B. Riley Financial Inc. made some cutbacks to FBR's financial institutions group after acquiring the company in June 2017, but now the team is looking to add talent.
Soon after B. Riley closed its acquisition of FBR, the buyer moved to take out cost from the target, and the impact was felt in many different departments, including FIG. The FIG team's transition was still underway in 2018 with the departure of Bob Brown, who had been with FBR since 2009 and at one time was head of depository coverage.
But FIG has always been an important vertical at FBR, and B. Riley Chairman and CEO Bryant Riley wants to maintain that reputation, said Ajay Asija, who is head of depository investment banking coverage at B. Riley FBR Inc. "That's why he's given me the mandate to grow the business," Asija said in an interview.
Asija noted that the company is looking to add depository and specialty finance investment bankers to the FIG team. On the depository side, the company is most interested in adding coverage of markets on the West Coast and in the Southwest, including Texas, Asija said.

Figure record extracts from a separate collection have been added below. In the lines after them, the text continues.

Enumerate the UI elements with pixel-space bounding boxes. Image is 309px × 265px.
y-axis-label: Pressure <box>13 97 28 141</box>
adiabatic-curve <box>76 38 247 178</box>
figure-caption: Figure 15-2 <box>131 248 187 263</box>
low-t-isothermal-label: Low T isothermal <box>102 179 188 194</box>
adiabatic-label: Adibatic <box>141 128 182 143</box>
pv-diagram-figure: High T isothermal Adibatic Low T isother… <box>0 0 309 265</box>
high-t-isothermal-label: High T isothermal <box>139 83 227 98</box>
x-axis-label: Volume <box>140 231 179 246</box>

He added that in specialty finance, the plan is to add coverage that has some synergies with the depository effort.
The i-bankers who join might have to get used to a different compensation structure. Typically, investment bankers receive a significant portion of their pay in an annual bonus. However, the senior bankers at B. Riley FBR receive payouts for the revenue they generate soon after deals are completed.
"Usually, you're paid the month after the transaction closes," Asija said.

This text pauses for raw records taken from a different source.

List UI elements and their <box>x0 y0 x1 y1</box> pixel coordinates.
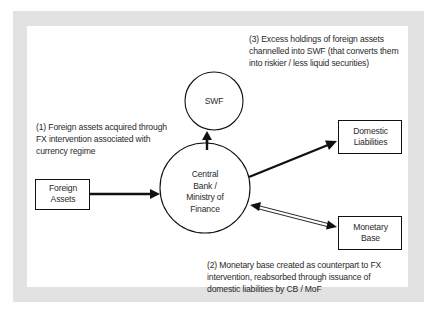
annotation-3: (3) Excess holdings of foreign assets ch… <box>249 33 398 69</box>
swf-label: SWF <box>194 96 234 107</box>
monetary-base-label: Monetary Base <box>339 222 402 244</box>
arrow-foreign-assets-to-central-bank <box>90 189 160 199</box>
annotation-1: (1) Foreign assets acquired through FX i… <box>36 121 167 157</box>
arrow-central-bank-monetary-base <box>250 202 337 230</box>
annotation-2: (2) Monetary base created as counterpart… <box>207 259 381 295</box>
arrow-central-bank-to-domestic-liabilities <box>249 141 337 178</box>
domestic-liabilities-label: Domestic Liabilities <box>339 126 402 148</box>
foreign-assets-label: Foreign Assets <box>36 183 90 205</box>
central-bank-label: Central Bank / Ministry of Finance <box>172 169 238 215</box>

The model can make it more challenging for one department to subsidize others. But smaller investment banks can use this sort of pay structure in an effort to create an entrepreneurial-type environment that can help entice more experienced professionals, said Richard Lipstein, managing director in the financial services practice for the recruiting firm Gilbert Tweed International.
"It's often used by firms to attract more senior professionals who want to be paid for what they do," Lipstein said in an interview.
Riley believes improving revenue production per employee will help fairly compensate and retain key producers, he said during a November 2017 conference call, according to a transcript. He added that in the third quarter of 2017, FBR's investment banking business produced annualized average fees of $1.9 million per calling officer and $1 million per investment banking employee, up from $1.2 million in fees per calling officer and $560,000 per investment banking employee in 2016.
He noted that headcount reduction helped improve the production-per-employee metric. After the acquisition, FBR's headcount dropped by about 30%, to 156 in September 2017 from 229 in May 2017, he said.
But B. Riley has done more than reduce staff. It has also become more efficient by integrating the various parts of FBR's business, Asija said. For instance, FBR has a small-business investment company funds placement group, and now that team is working more closely with the investment bank's depository clients, Asija said.
He added that the FIG team is collaborating more with the at-the-market business, an offering FBR significantly expanded with the 2015 acquisition of MLV & Co. LLC. "Sometimes it might make sense for capital markets to take the lead in driving the conversation with financial institutions clients," Asija said.
He added that B. Riley has provided resources to help the FIG team on deals. For example, the company invested some capital into Infinity Bank in a de novo deal that B. Riley FBR recently helped execute.
The FIG team is also finding ways to work with Wunderlich Securities Inc., which B. Riley purchased in 2017. Asija noted that Wunderlich has a fixed-income business that can provide brokered certificates of deposits to banks. Also, Wunderlich's financial adviser network can help with the placement of common stock, preferred shares and debt offerings, Asija said.
Even though the FBR investment banking team has been thinned out, those who remain have access to greater resources now that they are on the same platform as B. Riley and Wunderlich.
"We dramatically increased the size of the firm," Asija said.